Richard Bennett accused of bilking elderly Harborite’s life savings

Man accused of bilking elderly Harborite’s life savings

BY POLLY SEARS

MONTESANO — Richard Bennett befriended an elderly Aberdeen man during one of the worst times of the man’s life, then bilked him of almost his entire life savings, prosecutors say.Testimony began Wednesday in Grays Harbor Superior Court  in the trial of the 53-year-old Central Park man, charged with one count of
first-degree theft by deception.Prosecutors allege that in 1996, Bennett  stole nearly $100,000 from 78-year-old John Boyd, a retired mill worker and Daily World paper carrier.
Yesterday, a jury of nine women and four  men (including one alternate) heard the prosecution’s opening statement and testimony from Boyd and seven other prosecution witmesses.Bennett’s attorney, Don McConnell of Olympia, did not immediately present an opening statement.But he did lodge a number of objections during testimony. On
cross-examination, he accused one witness of being “biased” and suggested that Boyd, whose memory is clearly deteriorating, is possibly being led by a prosecution determined to convict his client.At one point, McConnell asked Boyd, who entered the courtroom in a wheelchair, if he remembered anything other than “what the prosecution told you.” Boyd gave conflicting answers.This isn’t the first time that Bennett, who once owned and operated the Mailbox and More in downtown Aberdeen, has faced criminal charges. Almost three years ago, he was found not guilty of defrauding customers of the mail service business.

In 1986, Bennett made headlines in Pierce County when he was accused of impersonating an attorney and operating a bogus legal referral service. He later pleaded guilty to a misdemeanor charge.

Judge Mark McCauley is presiding over the current trial, which is expected to last through Friday.

In a 10-minute opening statement, Deputy Prosecutor Jason Richards told the jury that Boyd had built up a substantial retirement fund, around $140,000, while working in the mills on Grays Harbor. He’d taken up his paper route after his retirement.

Boyd’s wife, Gladys, handled the couple’s finances, Richards said. When she died in 1995 after 33 years of marriage, Boyd was “distraught. He was devastated,” Richards told the jury. Boyd turned to Bennett, whom he had met through his paper route a few years before.

“The defendant at this time started to become Mr. Boyd’s friend,” Richards said. “He took him to dinner, he bought him clothes and he talked about investments.”
He also defrauded him, according to the deputy prosecutor.

Richards promised the testimony from a total of 17 witnesses would piece together a scheme, in which Bennett tricked Boyd into draining nearly $100,000 from an annuity account that, ironically, had been set up by Seafirst Bank to prevent Boyd from becoming a victim.

Bennett, Richards alleged, used the money to set up separate savings and checking accounts at a Heritage Bank branch in West Olympia in May 1996. Bennett opened the two accounts in the name of his ex-wife, Shelley Masters of Aberdeen, according to prosecutors.

Masters testified that she had little involvement in setting up the account. Bennett had asked her to put them in her name and she agreed. “He did all the talking, and I just signed my name,” she told the jury.

Heritage Bank employees testified to the same. A few weeks after the new accounts were set up, Bennett took Boyd to the same bank and had him sit on a couch in the lobby while he deposited one $58,000 check that Boyd had signed, according to prosecutors and testimony.

Over strong objections from McConnell, two bank employees testified that Boyd did not seem lucid at the time. One testified that she was concerned that Boyd was “either very incognizant or senile.”

Over the next two months, both new accounts had been drained, according to Richards, who said that Masters had signed off on a total of 38 checks, 13 of them for cash, and gave all the money to Bennett.

In a check-by-check review with Deputy Prosecutor Josh Quentzel, Masters told the jury why each was written. Purchases, she testified, included insurance for Bennett’s car, a radar detector and a new bed for their daughter.

Checks were also written, she said, to pay for $5,000 in maintenance on Bennett’s white Mercedes Benz and around $4,000 in credit card bills. Asked each time why she cashed each check, Masters answered, “Because he asked me to.” The defendant’s ex-wife also testified that she did not receive any of the money, other than “in a roundabout way, if we went out to dinner or something.”

McConnell was scheduled to begin cross-examination of Masters when the trial resumed this morning.

richard-wayne-bennett-harborite-accused-of-bilking-elderly-man-of-his-life-savings-february-19-1998

This article was originally featured on the front page of
The Daily World, Thursday, February 19, 1998.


About this task: Set down the entries that follow exactly as written, leaving out any images.

Entries from a visual dataset
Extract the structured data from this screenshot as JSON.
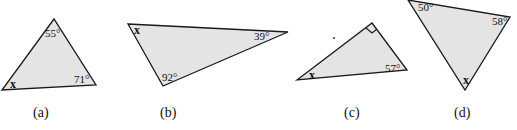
{
  "figure": {
    "triangles": [
      {
        "id": "a",
        "caption": "(a)",
        "points": "54,19 2,90 96,85",
        "angles": [
          {
            "vertex": "top",
            "label": "55°",
            "x": 46,
            "y": 37
          },
          {
            "vertex": "bottom-right",
            "label": "71°",
            "x": 74,
            "y": 83
          },
          {
            "vertex": "bottom-left",
            "label": "x",
            "x": 10,
            "y": 88
          }
        ],
        "caption_pos": {
          "x": 42,
          "y": 116
        }
      },
      {
        "id": "b",
        "caption": "(b)",
        "points": "128,24 288,32 163,86",
        "angles": [
          {
            "vertex": "top-left",
            "label": "x",
            "x": 134,
            "y": 33
          },
          {
            "vertex": "right",
            "label": "39°",
            "x": 255,
            "y": 40
          },
          {
            "vertex": "bottom",
            "label": "92°",
            "x": 162,
            "y": 81
          }
        ],
        "caption_pos": {
          "x": 162,
          "y": 116
        }
      },
      {
        "id": "c",
        "caption": "(c)",
        "points": "297,80 372,23 407,70",
        "right_angle": true,
        "angles": [
          {
            "vertex": "left",
            "label": "x",
            "x": 309,
            "y": 79
          },
          {
            "vertex": "right",
            "label": "57°",
            "x": 386,
            "y": 72
          }
        ],
        "caption_pos": {
          "x": 345,
          "y": 116
        }
      },
      {
        "id": "d",
        "caption": "(d)",
        "points": "408,0 510,17 465,90",
        "angles": [
          {
            "vertex": "top-left",
            "label": "50°",
            "x": 418,
            "y": 11
          },
          {
            "vertex": "right",
            "label": "58°",
            "x": 493,
            "y": 25
          },
          {
            "vertex": "bottom",
            "label": "x",
            "x": 463,
            "y": 84
          }
        ],
        "caption_pos": {
          "x": 454,
          "y": 116
        }
      }
    ]
  },
  "labels": {
    "a_top": "55°",
    "a_right": "71°",
    "a_left": "x",
    "a_caption": "(a)",
    "b_left": "x",
    "b_right": "39°",
    "b_bottom": "92°",
    "b_caption": "(b)",
    "c_left": "x",
    "c_right": "57°",
    "c_caption": "(c)",
    "d_left": "50°",
    "d_right": "58°",
    "d_bottom": "x",
    "d_caption": "(d)"
  }
}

Solution to this problem:
Extract the structured data from this screenshot as JSON.
{
  "figure": {
    "triangles": [
      {
        "id": "a",
        "caption": "(a)",
        "points": "54,19 2,90 96,85",
        "angles": [
          {
            "vertex": "top",
            "label": "55°",
            "x": 46,
            "y": 37
          },
          {
            "vertex": "bottom-right",
            "label": "71°",
            "x": 74,
            "y": 83
          },
          {
            "vertex": "bottom-left",
            "label": "x",
            "x": 10,
            "y": 88
          }
        ],
        "caption_pos": {
          "x": 42,
          "y": 116
        }
      },
      {
        "id": "b",
        "caption": "(b)",
        "points": "128,24 288,32 163,86",
        "angles": [
          {
            "vertex": "top-left",
            "label": "x",
            "x": 134,
            "y": 33
          },
          {
            "vertex": "right",
            "label": "39°",
            "x": 255,
            "y": 40
          },
          {
            "vertex": "bottom",
            "label": "92°",
            "x": 162,
            "y": 81
          }
        ],
        "caption_pos": {
          "x": 162,
          "y": 116
        }
      },
      {
        "id": "c",
        "caption": "(c)",
        "points": "297,80 372,23 407,70",
        "right_angle": true,
        "angles": [
          {
            "vertex": "left",
            "label": "x",
            "x": 309,
            "y": 79
          },
          {
            "vertex": "right",
            "label": "57°",
            "x": 386,
            "y": 72
          }
        ],
        "caption_pos": {
          "x": 345,
          "y": 116
        }
      },
      {
        "id": "d",
        "caption": "(d)",
        "points": "408,0 510,17 465,90",
        "angles": [
          {
            "vertex": "top-left",
            "label": "50°",
            "x": 418,
            "y": 11
          },
          {
            "vertex": "right",
            "label": "58°",
            "x": 493,
            "y": 25
          },
          {
            "vertex": "bottom",
            "label": "x",
            "x": 463,
            "y": 84
          }
        ],
        "caption_pos": {
          "x": 454,
          "y": 116
        }
      }
    ]
  },
  "labels": {
    "a_top": "55°",
    "a_right": "71°",
    "a_left": "x",
    "a_caption": "(a)",
    "b_left": "x",
    "b_right": "39°",
    "b_bottom": "92°",
    "b_caption": "(b)",
    "c_left": "x",
    "c_right": "57°",
    "c_caption": "(c)",
    "d_left": "50°",
    "d_right": "58°",
    "d_bottom": "x",
    "d_caption": "(d)"
  }
}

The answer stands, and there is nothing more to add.